25 years ago I gave a paper at a crops conference in Dundee on how to produce a winter wheat yield of 10t/ha from a seed rate of just 50 seed/m2 drilled, at that time a very 'sexy' topic. One of the parameters required by nature included drilling on the 20th August, not an appetising concept today for the majority of cereal growers with black-grass problems.  

If anything the trend during the intervening years has been to move to higher seed rates. Much of the low seed rate thinking was collected during a three-year HGCA project looking at precision drilling the results of which were fascinating. The first law found here was that the more seed rates went down (assuming early September drilling dates) the more tillers the plant produced. In low populations each tiller carried an enlarged ear with more seeds; a classic plant/environment interaction.

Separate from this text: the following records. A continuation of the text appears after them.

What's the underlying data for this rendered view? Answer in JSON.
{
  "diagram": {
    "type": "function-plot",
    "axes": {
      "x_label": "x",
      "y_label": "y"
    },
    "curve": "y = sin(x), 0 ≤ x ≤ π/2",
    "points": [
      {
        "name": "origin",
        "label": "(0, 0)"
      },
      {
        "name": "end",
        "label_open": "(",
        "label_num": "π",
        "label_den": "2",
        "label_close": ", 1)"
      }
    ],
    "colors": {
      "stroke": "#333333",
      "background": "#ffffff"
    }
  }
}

During the same time period I spent some time in New Zealand seconded from Arable Research Centers to work for The Arable Foundation (FAR). New Zealand farmers had just seen UK-type winter wheats introduced for the first time into what was predominantly a spring wheat only cereal rotation.

Unsurprisingly, their yields went up overnight by 3 -4 tonnes/ha. This is something New Zealand farmers have never looked back from as they now hold the world wheat yield record of 16.8t/ha.

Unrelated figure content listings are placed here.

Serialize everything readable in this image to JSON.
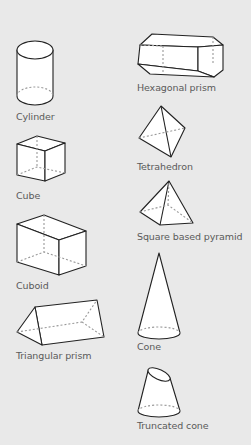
{
  "colors": {
    "background": "#e9e9e9",
    "outline": "#222222",
    "fill": "#ffffff",
    "hidden_edge": "#999999",
    "label": "#5a5a5a"
  },
  "shapes": [
    {
      "id": "cylinder",
      "label": "Cylinder"
    },
    {
      "id": "cube",
      "label": "Cube"
    },
    {
      "id": "cuboid",
      "label": "Cuboid"
    },
    {
      "id": "triangular-prism",
      "label": "Triangular prism"
    },
    {
      "id": "hexagonal-prism",
      "label": "Hexagonal prism"
    },
    {
      "id": "tetrahedron",
      "label": "Tetrahedron"
    },
    {
      "id": "square-based-pyramid",
      "label": "Square based pyramid"
    },
    {
      "id": "cone",
      "label": "Cone"
    },
    {
      "id": "truncated-cone",
      "label": "Truncated cone"
    }
  ]
}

During my time in New Zealand I was always accompanied by a 'minder' from the local farmers' merchanting company just to make sure I didn't step too far out of line!

At one of the evening meetings we walked into a winter wheat crop that looked wonderful. In the gateway was a single plant with no competition around it at all and it had around 10 tillers with ears of around 100 seeds on each tiller. My minder, never one to miss an opportunity, pointed this out to the group as an example of the UK wheat's potential and how they could all expect their fields to have these mighty 10 tillered, 100 seed ears plants from field boundary to field boundary!

I was somewhat amused by this statement but given it was a very pleasant summer's evening on the Canterbury plains near Christchurch it seemed almost futile to start explaining how in a seed bed of 300 plants/m2 the laws of nature would never deliver 300 of the specimen seen in the gateway.

Here in the UK the topic of drilling date and seed rate is a perennial subject of debate and we never have a season when this isn't under scrutiny. I have numerous calls on the subject every year as growers continually adjust seed rates to hit the holy grail of 'the correct population'.

The issue is more about the understanding of the laws of nature than the amount of seed or the correct plant population. Although many growers drill later, to defeat the dreaded black-grass, the laws of nature still apply.

If you drill in early September you can drill low seed numbers and nature will create the architecture to produce high yield. However, as drilling dates slips through September and into October seed rate adjustments have to be made to compensate for the lack of plant population. This is particularly the case where autumn plant competition is a pre-requisite. There can be an assumption that in late drilled scenarios the more seed the better and seed rate plans in excess of 550 seed/m2 can be arrived at. Nature, of course, will still apply the same rules; each plant will have a very low tillering capacity (due to lack of intercepted light during the winter), ear size will decrease slightly and the net result can be counterproductive.

The fist law of nature for drilling date, if it existed, would state "the more time a winter wheat crop has to grow in the autumn and winter vegetative state, the greater the tillering capacity will be". This is a simple rule to understand and apply in theory of course... until factors of modern rotations are added in such as the onslaught of slugs in a wet autumn!